Immediately after the Supreme Court’s decision in Dobbs came down, anti-abortion groups began distributing press releases celebrating their victory and vowing to get around to something the movement has politically neglected for the past several decades: helping mothers afford children. For so many millions already distraught by the ruling, the ready promises of help on the way came not so much as a comfort but as an insult.

In Praise of Pointless Goals

In July of last year, a grown man pulled on a giant bear costume and set out to walk across the country. Under the alias Bearsun, Jessy Larios, then 33, ambled from Los Angeles to New York, sweating and chafing and viewing the world through a mesh peephole. Larios told me that it was “kind of like carrying around your own prison,” and that despite the costume’s whimsical exterior, the interior experience was akin to “getting tortured.
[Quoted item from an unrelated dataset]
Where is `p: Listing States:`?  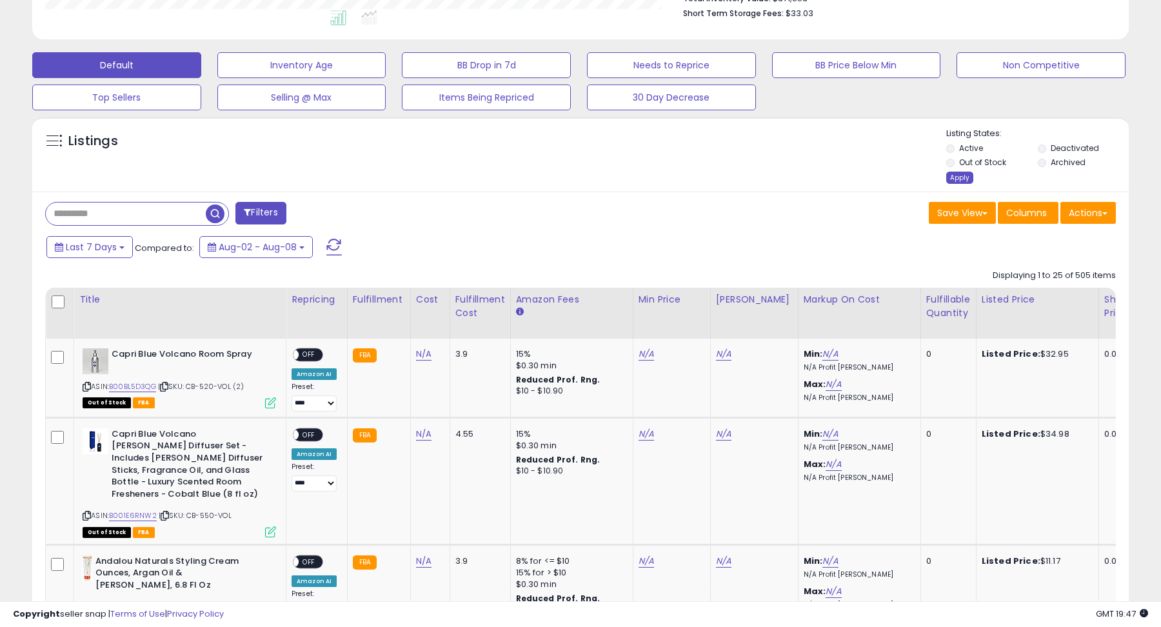
p: Listing States: is located at coordinates (1037, 133).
“Left Internationalism in the Heart of Empire”: Aziz Rana & Darryl Li on Building a New Foreign Policy

We host a conversation about “Left Internationalism in the Heart of Empire,” which is the focus of an essay by Cornell University law professor Aziz Rana in Dissent magazine. Rana argues for the creation of a “transnational infrastructure of left forces across the world” and says movements of the left need “clear alternatives to the hardest questions” of foreign policy crises, such as the Russian war in Ukraine.

Roy Moore sued Borat’s creator for using a fake ‘pedophile detector’ on him. He just lost that suit

Sacha Baron Cohen is a brilliant prankster and comedian, but perhaps his greatest talent is making Republicans look foolish. Or, rather, more foolish. If there’s an antediluvian sentiment or three sloshing about in a MAGA mite’s rancid paella of a brain, Baron Cohen will most likely dislodge it. And the results will be both uniquely hilarious and cringeworthy (aka, “unhingeworthy”).

In the post-Roe ‘new legal environment,’ IVF rights could also be at risk

The people who spent the past several decades working toward overturning Roe v. Wade believe that the embryos created in fertility labs are human beings. Which means that people who have undergone fertility treatments and have embryos stored, or people who might in the future need fertility treatments, are wondering just how worried they should be.

Enter The New York Times.

Cheers and Jeers: Rum and Coke FRIDAY!

Late Night Snark: SCOTUS Fallout Continues Edition

“Men have had all kinds of reactions to last week’s abortion ruling. Ever since the Supreme Court struck down Roe v. Wade urologists have seen a spike in vasectomies. I’ve never personally performed a vasectomy, but I’d like to try my very first one on Samuel Alito.

America Endures

This is an edition of The Atlantic Daily, a newsletter that guides you through the biggest stories of the day, helps you discover new ideas, and recommends the best in culture. Sign up for it here.This is my last day writing The Atlantic Daily (for now!), and I’d like to thank you all for reading. I know it’s something of an ask to allow the same fellow into your inbox every evening to opine about the day’s news, and I appreciate it.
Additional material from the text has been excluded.